It was rough and cheerless going. There were no trails. Once, toward noon, while he was munching chocolate to appease his empty stomach, he suddenly came upon a sort of runway, a beaten trail. He stepped into this easier path but had taken but a few steps when he was startled by the vicious rush of a swift object that whizzed up through the air and tore through a fold of his loose riding breeches, then swung back before his eyes to vibrate into stillness. It was a bamboo dagger, sharpened to a keen edge and point, hardened by charring in a slow fire. Fastened to a young sapling, it had been bent down over the trail and secured by a trigger his foot had released in passing. Level with his thigh, it had been designed to pierce the abdomen of the Hillmen's natural foes. He bent to examine the glutinous material with which the dagger was poisoned, and paled as he considered his close escape. Such a death—in such a place....

After assuring himself that his skin had not been broken by the balatak, he stepped gingerly off the trail and made his way upward, carefully avoiding every inch of ground that appeared suspicious. With each mile of ascent the way grew steeper, the forest deeper and darker, the green ceiling reared higher on more massive trunks.

In mid afternoon he noticed that he was passing through a zone of utter forest silence. There were no relieving sounds of voice or wing or padded foot. It was appalling. Nothing in his vivid experiences had approached the menace of these silent trees.

Pausing to rest in an area where an unusual amount of indirect light filtered down through the lofty screen of leaves he looked about him, found no tree he could identify, and felt the hostility that strange growths radiate. His thoughts flew back to the security and friendliness of the elms and maples of his boyhood haunts. As he peered through the endless avenues of trunks that rose from the dark slope, he learned what fear is. But he went on, faster.

An hour later, clambering over the trunk of a huge windfall that blocked his path, he jumped down upon something that half pierced the heel of his heavy shoe. Leaning back upon the big log he tugged till the foot was released. He had landed upon a carpet of leaves which concealed a number of sharpened bamboo stakes bedded deep in the ground, point upward. Raking out the leaves with a stick, he uncovered a nest of sixteen spearheads smeared with the brown venom.

Forced to study his every footfall, he made slower progress. He was far up the great slope when he noticed that the tangled underbrush had given way to a smooth carpet of leaves. Night was near, so he halted when he came to an open spot, a place where volcanic rock precluded vegetable growth. Water, steaming hot, poured from a fissure.

It was the first time he had sighted the sky since morning, and here he saw the only sign of life the day had afforded. Two gray pigeons flew side by side across the opening in the trees, winging toward the crest of the mountain.

Sleep did not come to him. All through the night he sat by the fire, staring out into the ruddy circle of vision illumined by the blaze, peering into the shadows cast by the great trunks. Once a dead limb fell from a towering tree that stood just at the edge of the circle of light: he started violently, his hand darting into his shirt front to his gun. He relaxed, slowly. Big drops of moisture dripped from the invisible treetops. Thinking it nearly dawn he consulted his watch. It was eleven o'clock.

Suddenly he sensed that he was no longer alone, felt the presence of stealthy forms in the surrounding darkness, heard a twig snap in the still forest behind him. He waited, tense, the hair at the back of his neck stiffening as he thought of blowpipes and of darts poisoned by steeping in the putrid entrails of wild hogs.

He felt the scrutiny of hostile eyes. Certain that he detected the movement of an indistinct figure on the rim of the firelight, he threw on a handful of dry twigs hoping to uncover the prowlers, but the flareup revealed only an enlarged circle of great trees and emphasized their shadows. He sat motionless, his eyes focussed sharply upon the spot, and as the fire died down he saw the flicker of a dark form as it darted from the shadow of the tree and dissolved into the bordering gloom.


**PROBLEM DETAILS:** Check each line of the data below for the string "Open", then report how many lines have it and nothing else.
** RECORD SET follows **
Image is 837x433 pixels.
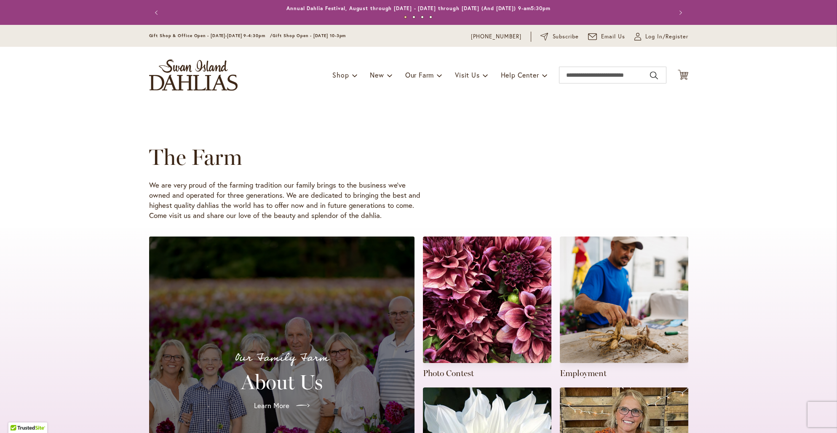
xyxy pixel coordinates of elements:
[287,5,551,11] a: Annual Dahlia Festival, August through [DATE] - [DATE] through [DATE] (And [DATE]) 9-am5:30pm
[159,370,405,394] h2: About Us
[501,70,539,79] span: Help Center
[413,16,416,19] button: 2 of 4
[149,145,664,170] h1: The Farm
[635,32,689,41] a: Log In/Register
[588,32,625,41] a: Email Us
[254,400,290,410] span: Learn More
[149,59,238,91] a: store logo
[405,70,434,79] span: Our Farm
[421,16,424,19] button: 3 of 4
[471,32,522,41] a: [PHONE_NUMBER]
[455,70,480,79] span: Visit Us
[149,4,166,21] button: Previous
[159,349,405,367] p: Our Family Farm
[672,4,689,21] button: Next
[273,33,346,38] span: Gift Shop Open - [DATE] 10-3pm
[429,16,432,19] button: 4 of 4
[553,32,579,41] span: Subscribe
[149,180,423,220] p: We are very proud of the farming tradition our family brings to the business we’ve owned and oper...
[247,394,316,417] a: Learn More
[541,32,579,41] a: Subscribe
[332,70,349,79] span: Shop
[149,33,273,38] span: Gift Shop & Office Open - [DATE]-[DATE] 9-4:30pm /
[370,70,384,79] span: New
[404,16,407,19] button: 1 of 4
[601,32,625,41] span: Email Us
[646,32,689,41] span: Log In/Register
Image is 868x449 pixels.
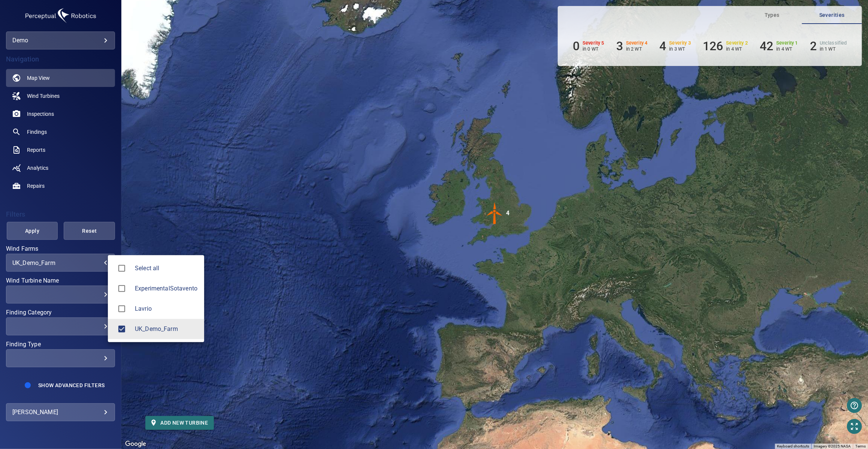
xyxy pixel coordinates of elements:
span: UK_Demo_Farm [135,324,198,334]
div: Wind Farms Lavrio [135,304,198,313]
span: Lavrio [114,301,130,317]
span: Lavrio [135,304,198,313]
div: Wind Farms ExperimentalSotavento [135,284,198,293]
span: ExperimentalSotavento [135,284,198,293]
div: Wind Farms UK_Demo_Farm [135,324,198,334]
span: Select all [135,263,198,273]
ul: UK_Demo_Farm [108,255,204,342]
span: UK_Demo_Farm [114,321,130,336]
span: ExperimentalSotavento [114,280,130,296]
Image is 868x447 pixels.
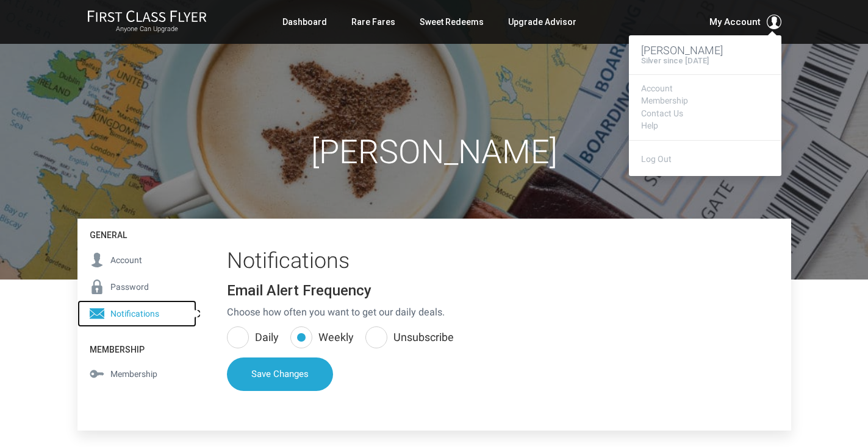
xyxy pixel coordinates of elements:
[283,11,327,33] a: Dashboard
[641,84,769,93] a: Account
[290,327,354,349] label: Weekly
[227,283,760,299] h3: Email Alert Frequency
[78,300,196,327] a: Notifications
[227,358,333,391] button: Save Changes
[87,9,206,35] a: First Class FlyerAnyone Can Upgrade
[111,280,149,294] span: Password
[508,11,576,33] a: Upgrade Advisor
[227,249,760,274] h2: Notifications
[227,283,760,401] form: Profile - Notifications
[352,11,396,33] a: Rare Fares
[641,56,709,65] h4: Silver since [DATE]
[641,45,769,56] h3: [PERSON_NAME]
[111,253,142,267] span: Account
[420,11,483,33] a: Sweet Redeems
[641,96,769,105] a: Membership
[78,274,196,300] a: Password
[87,25,206,34] small: Anyone Can Upgrade
[78,134,791,170] h1: [PERSON_NAME]
[366,327,454,349] label: Unsubscribe
[87,9,206,23] img: First Class Flyer
[78,333,196,361] h4: Membership
[227,305,760,321] p: Choose how often you want to get our daily deals.
[709,15,760,29] span: My Account
[227,327,279,349] label: Daily
[78,247,196,274] a: Account
[78,361,196,387] a: Membership
[641,109,769,118] a: Contact Us
[111,368,158,381] span: Membership
[641,154,672,164] a: Log Out
[709,15,782,29] button: My Account
[78,219,196,246] h4: General
[111,307,159,321] span: Notifications
[641,122,769,130] a: Help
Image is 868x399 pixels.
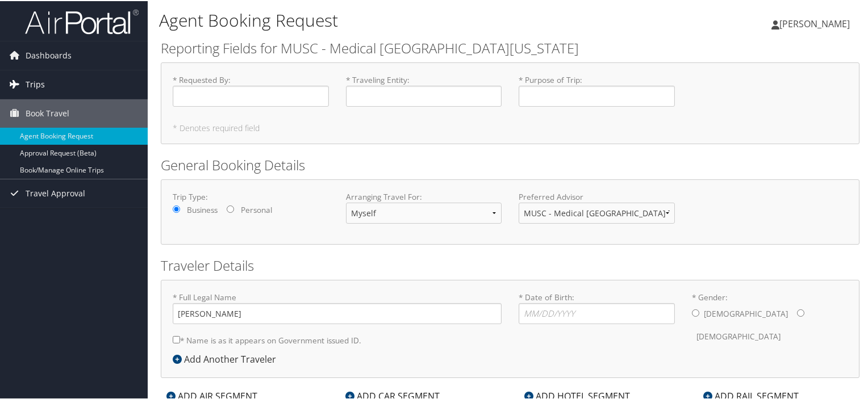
** End of RECORD SET **
**EXERCISE RESPONSE:** 2